An image mocking Amazon founder Jeff Bezos over tax payments went viral this week after appearing near a London bus stand. The billboard featured Bezos alongside pop star Katy Perry with a caption that read: "If you can send Katy Perry to space, you can afford to pay more taxes."
The ad appeared days after Blue Origin — Bezos’ space venture — successfully launched its 11th human spaceflight from West Texas, featuring an all-female crew. The team included Perry, journalist Gayle King, Bezos’ fiancée Lauren Sánchez, former Nasa engineer Aisha Bowe, civil rights activist Amanda Nguyen, and producer Keri Flynn. The suborbital flight crossed the Kármán line and lasted around 10 minutes.
"You're brave, you're bold… No limitations," Perry said ahead of the launch, adding she drew inspiration from astrophysics readings and her role as a mother. “Being a mother just makes you level up with that type of power,” she noted.
While Blue Origin celebrated the flight as a historic milestone for women in space , the trip drew criticism online, with some pointing to the juxtaposition of extravagant space missions and tax avoidance claims. One viral post read, “We are literally just asking them to pay their fair share of taxes, which they don’t.”
Others, however, defended Bezos. One user commented, “Jeff Bezos is an American and as such pays income taxes to the US, thank you for coming to my TED talk.” Another wrote, “Sending more money to the government is more wasteful than sending money to space.”
London bus stop near Amazon HQ 🎯🔥 pic.twitter.com/vrFVUNcvin
— Wu Tang is for the Children (@WUTangKids) April 18, 2025
The ad appeared days after Blue Origin — Bezos’ space venture — successfully launched its 11th human spaceflight from West Texas, featuring an all-female crew. The team included Perry, journalist Gayle King, Bezos’ fiancée Lauren Sánchez, former Nasa engineer Aisha Bowe, civil rights activist Amanda Nguyen, and producer Keri Flynn. The suborbital flight crossed the Kármán line and lasted around 10 minutes.
"You're brave, you're bold… No limitations," Perry said ahead of the launch, adding she drew inspiration from astrophysics readings and her role as a mother. “Being a mother just makes you level up with that type of power,” she noted.
While Blue Origin celebrated the flight as a historic milestone for women in space , the trip drew criticism online, with some pointing to the juxtaposition of extravagant space missions and tax avoidance claims. One viral post read, “We are literally just asking them to pay their fair share of taxes, which they don’t.”
Others, however, defended Bezos. One user commented, “Jeff Bezos is an American and as such pays income taxes to the US, thank you for coming to my TED talk.” Another wrote, “Sending more money to the government is more wasteful than sending money to space.”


Problem:
Each entry is to be reproduced verbatim, and images are to be omitted.

Data entries for graphics:
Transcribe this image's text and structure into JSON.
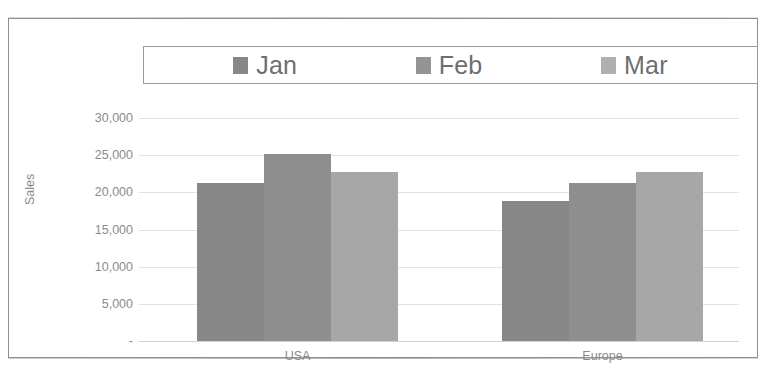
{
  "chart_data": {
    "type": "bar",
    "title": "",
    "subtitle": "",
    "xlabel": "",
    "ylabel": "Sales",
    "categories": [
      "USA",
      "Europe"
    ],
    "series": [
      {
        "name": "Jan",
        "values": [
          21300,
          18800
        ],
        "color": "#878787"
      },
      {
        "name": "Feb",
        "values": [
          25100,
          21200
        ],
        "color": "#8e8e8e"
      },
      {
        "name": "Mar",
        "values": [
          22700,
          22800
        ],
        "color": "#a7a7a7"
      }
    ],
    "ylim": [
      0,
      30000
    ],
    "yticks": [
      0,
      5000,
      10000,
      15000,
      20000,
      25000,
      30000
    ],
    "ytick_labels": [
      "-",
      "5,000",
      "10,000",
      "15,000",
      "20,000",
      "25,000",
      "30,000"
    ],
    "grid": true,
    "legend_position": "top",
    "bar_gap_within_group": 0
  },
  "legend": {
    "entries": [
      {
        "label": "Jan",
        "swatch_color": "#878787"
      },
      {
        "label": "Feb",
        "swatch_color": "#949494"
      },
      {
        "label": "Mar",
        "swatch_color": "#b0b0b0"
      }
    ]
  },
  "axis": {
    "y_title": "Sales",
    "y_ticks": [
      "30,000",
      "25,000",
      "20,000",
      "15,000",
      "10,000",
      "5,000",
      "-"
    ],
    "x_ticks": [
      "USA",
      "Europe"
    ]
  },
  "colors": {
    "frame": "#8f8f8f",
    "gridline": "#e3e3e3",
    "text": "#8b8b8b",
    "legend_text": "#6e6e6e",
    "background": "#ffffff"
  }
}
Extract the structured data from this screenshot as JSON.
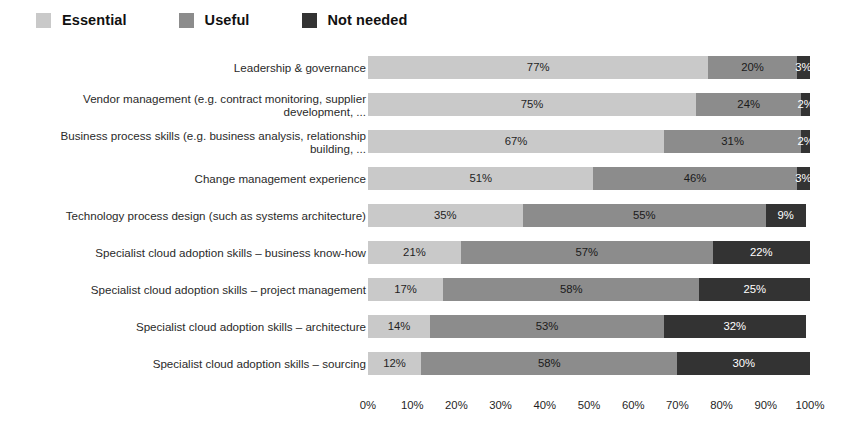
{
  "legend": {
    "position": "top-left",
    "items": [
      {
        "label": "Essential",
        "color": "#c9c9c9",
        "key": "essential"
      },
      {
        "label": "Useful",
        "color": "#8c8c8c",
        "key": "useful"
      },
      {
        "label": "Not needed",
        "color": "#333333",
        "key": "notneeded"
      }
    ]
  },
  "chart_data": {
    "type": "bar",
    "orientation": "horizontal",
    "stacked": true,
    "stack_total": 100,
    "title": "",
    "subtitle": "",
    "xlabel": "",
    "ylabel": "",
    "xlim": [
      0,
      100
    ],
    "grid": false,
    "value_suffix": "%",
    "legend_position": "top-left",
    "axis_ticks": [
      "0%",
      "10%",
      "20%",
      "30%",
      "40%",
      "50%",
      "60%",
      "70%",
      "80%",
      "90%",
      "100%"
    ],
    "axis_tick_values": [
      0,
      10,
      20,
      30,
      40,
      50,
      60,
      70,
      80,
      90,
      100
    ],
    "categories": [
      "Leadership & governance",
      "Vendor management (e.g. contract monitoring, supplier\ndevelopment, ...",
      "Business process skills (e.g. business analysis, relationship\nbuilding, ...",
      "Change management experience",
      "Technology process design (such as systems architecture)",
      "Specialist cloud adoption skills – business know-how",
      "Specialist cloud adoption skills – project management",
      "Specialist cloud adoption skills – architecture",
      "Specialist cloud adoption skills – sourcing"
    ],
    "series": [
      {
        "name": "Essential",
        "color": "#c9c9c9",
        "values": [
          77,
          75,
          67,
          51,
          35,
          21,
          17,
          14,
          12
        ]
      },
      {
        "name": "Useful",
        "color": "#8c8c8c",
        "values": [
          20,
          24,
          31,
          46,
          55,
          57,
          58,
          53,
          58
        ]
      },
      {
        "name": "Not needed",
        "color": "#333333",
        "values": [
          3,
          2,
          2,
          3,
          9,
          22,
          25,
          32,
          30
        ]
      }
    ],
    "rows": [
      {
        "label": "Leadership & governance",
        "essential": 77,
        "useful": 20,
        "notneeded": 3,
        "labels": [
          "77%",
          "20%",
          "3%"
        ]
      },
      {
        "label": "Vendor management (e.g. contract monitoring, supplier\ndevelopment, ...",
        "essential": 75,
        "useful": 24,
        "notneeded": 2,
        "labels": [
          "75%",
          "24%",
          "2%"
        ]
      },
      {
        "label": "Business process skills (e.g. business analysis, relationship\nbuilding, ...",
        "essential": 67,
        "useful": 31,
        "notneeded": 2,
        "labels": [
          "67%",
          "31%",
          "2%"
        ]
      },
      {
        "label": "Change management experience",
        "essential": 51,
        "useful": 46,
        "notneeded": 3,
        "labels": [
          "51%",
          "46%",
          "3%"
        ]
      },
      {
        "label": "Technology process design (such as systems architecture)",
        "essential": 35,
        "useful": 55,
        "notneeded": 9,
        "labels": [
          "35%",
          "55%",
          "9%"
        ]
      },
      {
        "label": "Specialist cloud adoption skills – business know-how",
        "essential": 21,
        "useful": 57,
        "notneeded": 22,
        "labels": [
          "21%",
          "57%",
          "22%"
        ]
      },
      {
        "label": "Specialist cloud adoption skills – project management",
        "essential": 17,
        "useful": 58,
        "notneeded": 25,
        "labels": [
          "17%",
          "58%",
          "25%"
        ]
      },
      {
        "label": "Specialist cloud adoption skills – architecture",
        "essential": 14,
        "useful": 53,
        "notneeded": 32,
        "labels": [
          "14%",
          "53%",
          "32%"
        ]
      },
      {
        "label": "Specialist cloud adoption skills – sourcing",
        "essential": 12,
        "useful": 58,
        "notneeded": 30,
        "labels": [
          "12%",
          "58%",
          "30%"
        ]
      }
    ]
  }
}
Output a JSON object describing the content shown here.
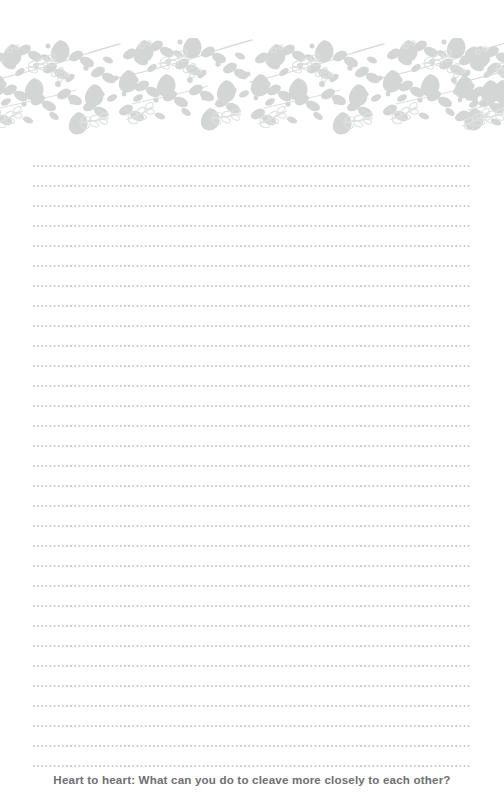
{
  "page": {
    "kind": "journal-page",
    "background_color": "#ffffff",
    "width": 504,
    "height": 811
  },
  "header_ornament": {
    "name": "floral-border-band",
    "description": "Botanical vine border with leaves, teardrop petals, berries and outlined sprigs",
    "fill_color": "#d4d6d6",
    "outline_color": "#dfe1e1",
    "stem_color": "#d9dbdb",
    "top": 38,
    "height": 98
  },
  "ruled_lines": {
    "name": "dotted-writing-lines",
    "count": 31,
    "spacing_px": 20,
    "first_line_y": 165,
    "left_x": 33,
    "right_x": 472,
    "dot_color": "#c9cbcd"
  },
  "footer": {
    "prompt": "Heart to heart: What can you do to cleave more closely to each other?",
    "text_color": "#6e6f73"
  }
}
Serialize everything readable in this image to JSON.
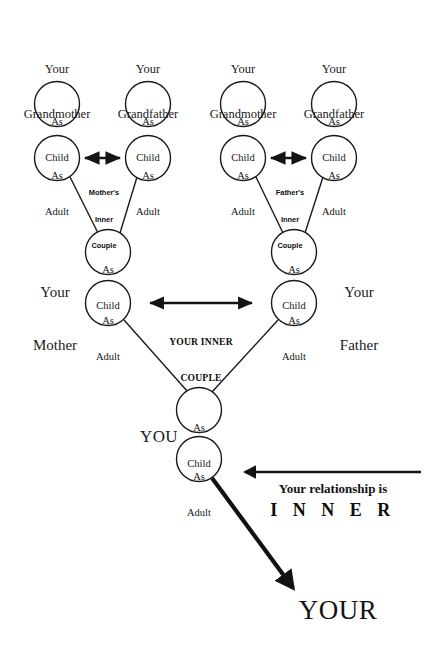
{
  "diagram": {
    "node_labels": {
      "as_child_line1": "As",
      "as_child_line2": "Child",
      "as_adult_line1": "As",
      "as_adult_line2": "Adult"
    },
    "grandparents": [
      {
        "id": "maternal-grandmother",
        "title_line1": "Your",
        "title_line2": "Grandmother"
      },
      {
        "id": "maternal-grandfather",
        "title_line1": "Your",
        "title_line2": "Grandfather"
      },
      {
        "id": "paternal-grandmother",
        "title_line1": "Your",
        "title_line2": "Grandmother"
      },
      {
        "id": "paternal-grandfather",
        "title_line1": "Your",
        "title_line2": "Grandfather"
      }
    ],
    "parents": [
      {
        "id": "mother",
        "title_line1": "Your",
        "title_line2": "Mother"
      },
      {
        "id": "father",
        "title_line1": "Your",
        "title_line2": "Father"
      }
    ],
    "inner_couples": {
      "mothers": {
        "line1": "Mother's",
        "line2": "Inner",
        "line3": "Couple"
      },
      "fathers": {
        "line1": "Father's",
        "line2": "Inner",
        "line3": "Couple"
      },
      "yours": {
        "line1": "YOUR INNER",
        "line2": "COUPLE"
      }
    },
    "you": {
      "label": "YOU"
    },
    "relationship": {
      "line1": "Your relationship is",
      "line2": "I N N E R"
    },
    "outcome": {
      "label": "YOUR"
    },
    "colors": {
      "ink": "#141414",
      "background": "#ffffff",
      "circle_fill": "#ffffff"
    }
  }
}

Your solution:
Transcribe this image's text and structure into JSON.
{
  "chart_data": {
    "type": "bar",
    "title": "",
    "subtitle": "",
    "xlabel": "",
    "ylabel": "Sales",
    "categories": [
      "USA",
      "Europe"
    ],
    "series": [
      {
        "name": "Jan",
        "values": [
          21300,
          18800
        ],
        "color": "#878787"
      },
      {
        "name": "Feb",
        "values": [
          25100,
          21200
        ],
        "color": "#8e8e8e"
      },
      {
        "name": "Mar",
        "values": [
          22700,
          22800
        ],
        "color": "#a7a7a7"
      }
    ],
    "ylim": [
      0,
      30000
    ],
    "yticks": [
      0,
      5000,
      10000,
      15000,
      20000,
      25000,
      30000
    ],
    "ytick_labels": [
      "-",
      "5,000",
      "10,000",
      "15,000",
      "20,000",
      "25,000",
      "30,000"
    ],
    "grid": true,
    "legend_position": "top",
    "bar_gap_within_group": 0
  },
  "legend": {
    "entries": [
      {
        "label": "Jan",
        "swatch_color": "#878787"
      },
      {
        "label": "Feb",
        "swatch_color": "#949494"
      },
      {
        "label": "Mar",
        "swatch_color": "#b0b0b0"
      }
    ]
  },
  "axis": {
    "y_title": "Sales",
    "y_ticks": [
      "30,000",
      "25,000",
      "20,000",
      "15,000",
      "10,000",
      "5,000",
      "-"
    ],
    "x_ticks": [
      "USA",
      "Europe"
    ]
  },
  "colors": {
    "frame": "#8f8f8f",
    "gridline": "#e3e3e3",
    "text": "#8b8b8b",
    "legend_text": "#6e6e6e",
    "background": "#ffffff"
  }
}
Extract the structured data from this screenshot as JSON.
{
  "legend": {
    "position": "top-left",
    "items": [
      {
        "label": "Essential",
        "color": "#c9c9c9",
        "key": "essential"
      },
      {
        "label": "Useful",
        "color": "#8c8c8c",
        "key": "useful"
      },
      {
        "label": "Not needed",
        "color": "#333333",
        "key": "notneeded"
      }
    ]
  },
  "chart_data": {
    "type": "bar",
    "orientation": "horizontal",
    "stacked": true,
    "stack_total": 100,
    "title": "",
    "subtitle": "",
    "xlabel": "",
    "ylabel": "",
    "xlim": [
      0,
      100
    ],
    "grid": false,
    "value_suffix": "%",
    "legend_position": "top-left",
    "axis_ticks": [
      "0%",
      "10%",
      "20%",
      "30%",
      "40%",
      "50%",
      "60%",
      "70%",
      "80%",
      "90%",
      "100%"
    ],
    "axis_tick_values": [
      0,
      10,
      20,
      30,
      40,
      50,
      60,
      70,
      80,
      90,
      100
    ],
    "categories": [
      "Leadership & governance",
      "Vendor management (e.g. contract monitoring, supplier\ndevelopment, ...",
      "Business process skills (e.g. business analysis, relationship\nbuilding, ...",
      "Change management experience",
      "Technology process design (such as systems architecture)",
      "Specialist cloud adoption skills – business know-how",
      "Specialist cloud adoption skills – project management",
      "Specialist cloud adoption skills – architecture",
      "Specialist cloud adoption skills – sourcing"
    ],
    "series": [
      {
        "name": "Essential",
        "color": "#c9c9c9",
        "values": [
          77,
          75,
          67,
          51,
          35,
          21,
          17,
          14,
          12
        ]
      },
      {
        "name": "Useful",
        "color": "#8c8c8c",
        "values": [
          20,
          24,
          31,
          46,
          55,
          57,
          58,
          53,
          58
        ]
      },
      {
        "name": "Not needed",
        "color": "#333333",
        "values": [
          3,
          2,
          2,
          3,
          9,
          22,
          25,
          32,
          30
        ]
      }
    ],
    "rows": [
      {
        "label": "Leadership & governance",
        "essential": 77,
        "useful": 20,
        "notneeded": 3,
        "labels": [
          "77%",
          "20%",
          "3%"
        ]
      },
      {
        "label": "Vendor management (e.g. contract monitoring, supplier\ndevelopment, ...",
        "essential": 75,
        "useful": 24,
        "notneeded": 2,
        "labels": [
          "75%",
          "24%",
          "2%"
        ]
      },
      {
        "label": "Business process skills (e.g. business analysis, relationship\nbuilding, ...",
        "essential": 67,
        "useful": 31,
        "notneeded": 2,
        "labels": [
          "67%",
          "31%",
          "2%"
        ]
      },
      {
        "label": "Change management experience",
        "essential": 51,
        "useful": 46,
        "notneeded": 3,
        "labels": [
          "51%",
          "46%",
          "3%"
        ]
      },
      {
        "label": "Technology process design (such as systems architecture)",
        "essential": 35,
        "useful": 55,
        "notneeded": 9,
        "labels": [
          "35%",
          "55%",
          "9%"
        ]
      },
      {
        "label": "Specialist cloud adoption skills – business know-how",
        "essential": 21,
        "useful": 57,
        "notneeded": 22,
        "labels": [
          "21%",
          "57%",
          "22%"
        ]
      },
      {
        "label": "Specialist cloud adoption skills – project management",
        "essential": 17,
        "useful": 58,
        "notneeded": 25,
        "labels": [
          "17%",
          "58%",
          "25%"
        ]
      },
      {
        "label": "Specialist cloud adoption skills – architecture",
        "essential": 14,
        "useful": 53,
        "notneeded": 32,
        "labels": [
          "14%",
          "53%",
          "32%"
        ]
      },
      {
        "label": "Specialist cloud adoption skills – sourcing",
        "essential": 12,
        "useful": 58,
        "notneeded": 30,
        "labels": [
          "12%",
          "58%",
          "30%"
        ]
      }
    ]
  }
}
Output a JSON object describing the content shown here.
{
  "page": {
    "kind": "journal-page",
    "background_color": "#ffffff",
    "width": 504,
    "height": 811
  },
  "header_ornament": {
    "name": "floral-border-band",
    "description": "Botanical vine border with leaves, teardrop petals, berries and outlined sprigs",
    "fill_color": "#d4d6d6",
    "outline_color": "#dfe1e1",
    "stem_color": "#d9dbdb",
    "top": 38,
    "height": 98
  },
  "ruled_lines": {
    "name": "dotted-writing-lines",
    "count": 31,
    "spacing_px": 20,
    "first_line_y": 165,
    "left_x": 33,
    "right_x": 472,
    "dot_color": "#c9cbcd"
  },
  "footer": {
    "prompt": "Heart to heart: What can you do to cleave more closely to each other?",
    "text_color": "#6e6f73"
  }
}
Serialize everything readable in this image to JSON.
{
  "diagram": {
    "node_labels": {
      "as_child_line1": "As",
      "as_child_line2": "Child",
      "as_adult_line1": "As",
      "as_adult_line2": "Adult"
    },
    "grandparents": [
      {
        "id": "maternal-grandmother",
        "title_line1": "Your",
        "title_line2": "Grandmother"
      },
      {
        "id": "maternal-grandfather",
        "title_line1": "Your",
        "title_line2": "Grandfather"
      },
      {
        "id": "paternal-grandmother",
        "title_line1": "Your",
        "title_line2": "Grandmother"
      },
      {
        "id": "paternal-grandfather",
        "title_line1": "Your",
        "title_line2": "Grandfather"
      }
    ],
    "parents": [
      {
        "id": "mother",
        "title_line1": "Your",
        "title_line2": "Mother"
      },
      {
        "id": "father",
        "title_line1": "Your",
        "title_line2": "Father"
      }
    ],
    "inner_couples": {
      "mothers": {
        "line1": "Mother's",
        "line2": "Inner",
        "line3": "Couple"
      },
      "fathers": {
        "line1": "Father's",
        "line2": "Inner",
        "line3": "Couple"
      },
      "yours": {
        "line1": "YOUR INNER",
        "line2": "COUPLE"
      }
    },
    "you": {
      "label": "YOU"
    },
    "relationship": {
      "line1": "Your relationship is",
      "line2": "I N N E R"
    },
    "outcome": {
      "label": "YOUR"
    },
    "colors": {
      "ink": "#141414",
      "background": "#ffffff",
      "circle_fill": "#ffffff"
    }
  }
}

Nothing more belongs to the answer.